Allerton

A map are almost aways helpful in historical research but naturally the interests of the surveyor, or map-maker, may not coincide with the local or family historian who subsequently consults it. This plan from the Local Studies Library Reserve Collection shows an area south of Allerton village & Allerton Road, east of Hill Top Lane and north of Dog Lane.

Very well displayed is an extensive area of stone exploitation. There is no indication of this on the first or second 6” Ordnance Survey maps of the area. It is present on the much more detailed 1890 25” OS map and it survives into the 1930s which is as far as I can follow with maps. The planned roads don’t seem to have been constructed during this time. All this suggests that our map, which is undated, is probably from the last decade of the nineteenth century or the early twentieth century. However you have to be cautious since the area marked in red will reflect underground workings, not surface features which would have been much more modest.

This then is really the plan of a stone mine, not a quarry. You may just be able to make out four ‘old shafts’ and a single ‘present shaft’. The pink areas represent stone already won or ‘got’, and evidently the land-owner has imposed a strict boundary to the exploitation. Good stone was not infrequently mined. Some years ago I was shown round some old mining sites in Shropshire where limestone was obtained in this way. This map includes no evidence of ownership although nearby Allerton Grange Farm was on Atkinson-Jowett (Clockhouse Estate) land. I have access to an estate map for the estate in Heaton and Bolton but it doesn’t extend this far. Contemporary trade directories list many stone merchants situated in Allerton any of whom could have been involved with operating this site.

What rock was exploited in Allerton? In many parts of Yorkshire it would have been possible to rob a Roman fort or the ruin of a dissolved monastery to obtain building stone, but not here. But there were plentiful glacial erratic stones left by ice movement, mainly of limestone and millstone grit. Later Bradford ‘delvers’ could obtain a good quality, honey coloured, sandstone from underground. Quarrying is thought to have begun in this area in the seventeenth century and continued until the twentieth. The local geological guides record Elland Flags being mined and quarried in Allerton and Heaton. This is a sandstone stratum consisted of several bands of varying thickness and quality which were located above the Better Bed coal seam, itself extensively mined in south Bradford.

What element of the map is unsatisfactory? Well at present I am trying to compile a database of nineteenth century Bradford churches and chapels from the many reserve maps and images the LSL possesses. So I should like to have had a denominational label for the chapel in Allerton Road / Garforth Street at about 12 o’clock on the map. Fortunately, the early OS maps record a Congregationalist Church and Sunday School at this site. Allerton Congregationalist Church on Allerton Lane was established in 1814 and rebuilt in 1872, the new build is almost certainly the one mapped here. I have yet to find an early photograph but I am continuing to search. Identifying a place of worship is not always easy. In Allerton at this time if you walked down the hill from this church you would pass a Baptist Church, an Anglican Church and a Wesleyan Methodist Chapel within a few hundred yards. Altogether I have 245 churches and chapels in the database, but I am fairly certain there are several that have so far escaped the recording angel.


Whenever a line below holds the word "this", copy that line.

_GIVEN ENTRIES_

————————

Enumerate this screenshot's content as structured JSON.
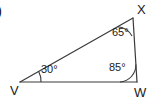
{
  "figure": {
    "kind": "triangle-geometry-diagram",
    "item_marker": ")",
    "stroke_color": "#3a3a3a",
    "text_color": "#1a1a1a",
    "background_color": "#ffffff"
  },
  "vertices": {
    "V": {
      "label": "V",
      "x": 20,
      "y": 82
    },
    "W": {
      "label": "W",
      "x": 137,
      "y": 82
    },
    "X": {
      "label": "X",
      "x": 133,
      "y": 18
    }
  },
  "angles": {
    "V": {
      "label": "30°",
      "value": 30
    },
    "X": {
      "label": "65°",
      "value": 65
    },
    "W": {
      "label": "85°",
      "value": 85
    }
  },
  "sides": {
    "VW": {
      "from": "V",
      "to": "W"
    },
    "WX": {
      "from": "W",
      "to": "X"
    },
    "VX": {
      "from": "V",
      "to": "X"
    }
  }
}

————————

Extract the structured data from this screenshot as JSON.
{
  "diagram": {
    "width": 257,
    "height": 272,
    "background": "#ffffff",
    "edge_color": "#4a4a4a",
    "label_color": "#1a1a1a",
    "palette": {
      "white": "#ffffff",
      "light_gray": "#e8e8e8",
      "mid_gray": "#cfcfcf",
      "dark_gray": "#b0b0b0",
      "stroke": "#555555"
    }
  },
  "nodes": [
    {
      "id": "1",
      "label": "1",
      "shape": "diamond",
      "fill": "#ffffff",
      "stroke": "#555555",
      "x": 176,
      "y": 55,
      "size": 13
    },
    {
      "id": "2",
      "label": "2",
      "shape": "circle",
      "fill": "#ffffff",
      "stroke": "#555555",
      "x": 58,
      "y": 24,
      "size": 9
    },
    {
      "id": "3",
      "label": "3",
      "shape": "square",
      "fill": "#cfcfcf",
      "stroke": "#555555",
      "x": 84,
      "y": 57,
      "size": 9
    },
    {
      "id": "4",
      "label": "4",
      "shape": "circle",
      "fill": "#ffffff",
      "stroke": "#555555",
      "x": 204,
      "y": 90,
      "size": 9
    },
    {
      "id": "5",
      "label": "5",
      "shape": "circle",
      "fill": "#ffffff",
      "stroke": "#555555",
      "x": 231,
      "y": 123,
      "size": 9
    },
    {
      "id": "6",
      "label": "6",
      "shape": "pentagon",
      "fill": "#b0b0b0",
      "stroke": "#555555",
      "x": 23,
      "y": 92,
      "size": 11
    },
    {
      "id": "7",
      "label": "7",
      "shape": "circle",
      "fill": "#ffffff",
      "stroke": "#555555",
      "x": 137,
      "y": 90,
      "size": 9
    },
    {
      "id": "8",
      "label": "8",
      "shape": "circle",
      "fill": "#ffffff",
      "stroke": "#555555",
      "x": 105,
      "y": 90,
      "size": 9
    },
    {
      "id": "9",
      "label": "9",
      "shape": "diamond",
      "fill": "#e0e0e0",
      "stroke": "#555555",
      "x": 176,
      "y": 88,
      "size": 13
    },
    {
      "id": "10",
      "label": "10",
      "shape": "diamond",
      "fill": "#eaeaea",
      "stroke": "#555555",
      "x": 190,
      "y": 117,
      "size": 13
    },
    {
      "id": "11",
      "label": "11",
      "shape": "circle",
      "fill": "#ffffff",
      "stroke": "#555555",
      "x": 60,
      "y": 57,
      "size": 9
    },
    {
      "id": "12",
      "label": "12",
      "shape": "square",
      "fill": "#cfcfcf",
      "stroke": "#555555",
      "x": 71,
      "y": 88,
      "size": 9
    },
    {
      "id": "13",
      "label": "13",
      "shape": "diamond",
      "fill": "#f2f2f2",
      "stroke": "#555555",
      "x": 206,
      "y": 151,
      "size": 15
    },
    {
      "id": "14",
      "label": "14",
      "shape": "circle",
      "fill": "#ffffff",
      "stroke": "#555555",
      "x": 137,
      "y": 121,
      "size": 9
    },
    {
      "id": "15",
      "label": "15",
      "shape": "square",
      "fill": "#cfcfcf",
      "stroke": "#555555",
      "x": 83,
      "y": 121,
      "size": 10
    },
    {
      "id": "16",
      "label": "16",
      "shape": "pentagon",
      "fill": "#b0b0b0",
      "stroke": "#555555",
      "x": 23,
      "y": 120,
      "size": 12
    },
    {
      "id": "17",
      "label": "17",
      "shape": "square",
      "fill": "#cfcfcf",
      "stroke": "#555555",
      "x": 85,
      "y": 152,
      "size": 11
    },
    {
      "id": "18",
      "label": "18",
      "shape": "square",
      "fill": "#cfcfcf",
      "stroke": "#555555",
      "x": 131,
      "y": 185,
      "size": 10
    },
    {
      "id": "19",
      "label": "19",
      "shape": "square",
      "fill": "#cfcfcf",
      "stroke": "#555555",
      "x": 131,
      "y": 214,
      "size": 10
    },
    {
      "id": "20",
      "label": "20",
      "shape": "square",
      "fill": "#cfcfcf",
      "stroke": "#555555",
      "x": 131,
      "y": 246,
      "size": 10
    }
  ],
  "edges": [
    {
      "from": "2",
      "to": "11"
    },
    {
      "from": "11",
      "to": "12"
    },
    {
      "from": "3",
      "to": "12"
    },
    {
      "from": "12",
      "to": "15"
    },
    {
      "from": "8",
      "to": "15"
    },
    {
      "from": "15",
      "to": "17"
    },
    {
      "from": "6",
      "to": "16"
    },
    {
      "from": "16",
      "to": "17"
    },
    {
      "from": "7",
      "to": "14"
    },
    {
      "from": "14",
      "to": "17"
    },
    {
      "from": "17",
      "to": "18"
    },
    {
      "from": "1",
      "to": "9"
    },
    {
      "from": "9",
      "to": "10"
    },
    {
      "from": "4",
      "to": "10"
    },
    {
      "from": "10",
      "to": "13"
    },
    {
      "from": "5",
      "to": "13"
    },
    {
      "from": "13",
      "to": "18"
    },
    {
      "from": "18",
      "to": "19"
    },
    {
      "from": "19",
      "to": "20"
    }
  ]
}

————————

_EXERCISE RESPONSE_
Enumerate this screenshot's content as structured JSON.
Extract the structured data from this screenshot as JSON.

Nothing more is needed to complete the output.